2. The breath: The way you breathe is vitally important within the Pilates method. In Pilates exercises, you breathe out with the effort. This helps you to relax into a movement. If you breathe in for the effort of an exercise, you will automatically tense up.
3. The 'girdle of strength': This incorporates three main areas - the back, the abdomen and the buttocks. The upper back can be a major seat of tension but when you learn to move the arms correctly (from the middle of the back rather than the shoulders), this tension will disappear. Nearly every Pilates exercise begins by drawing the navel gently towards the spine. This both strengthens the traverse abdominal muscles so that you will - eventually! - regain a flat stomach, and protects the back against undue strain during the exercise. The third element in this girdle of strength is the buttock muscles. By engaging and squeezing these during the exercises, you not only tone the muscles themselves, you also bring the body into perfect alignment, improving the posture and protecting the back from strain or injury.
4. Flowing movements: Pilates is not based on sudden, jerky movements. Instead, one position flows as slowly and naturally as possible into the next.

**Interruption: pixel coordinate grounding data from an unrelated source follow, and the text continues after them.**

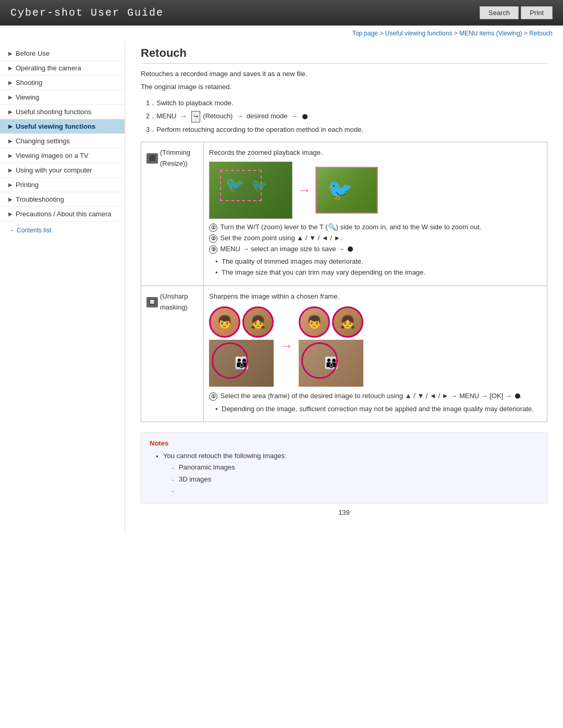 Image resolution: width=563 pixels, height=728 pixels. I want to click on sidebar-label-operating-camera: Operating the camera, so click(48, 68).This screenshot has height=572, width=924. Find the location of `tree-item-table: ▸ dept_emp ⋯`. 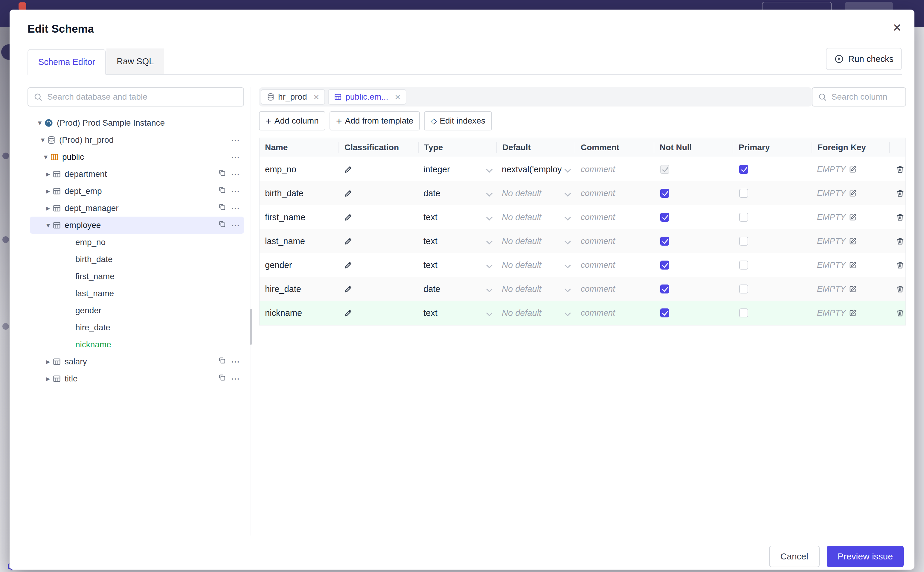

You move rhythmically, your pace set by your own breathing and this warms the muscles and makes them lengthen out rather than bunch and bulk up. Moving slowly also gives you time to become aware of each part of your body so that you perform all the exercises with precision.
5. Relaxation: This is an important element of the method at any time but none more so than during pregnancy. The warm-up exercises that you should do before all of your exercise sessions - both during and after pregnancy - help to reduce and remove the most common areas of tension in the body, slow down the breathing and focus the mind. The relaxation exercises at the end of the session are also important. During pregnancy, you are often overwhelmed with feelings of tiredness. This final relaxation will help to restore flagging energy levels and, just as crucially, to induce a more tranquil state of mind.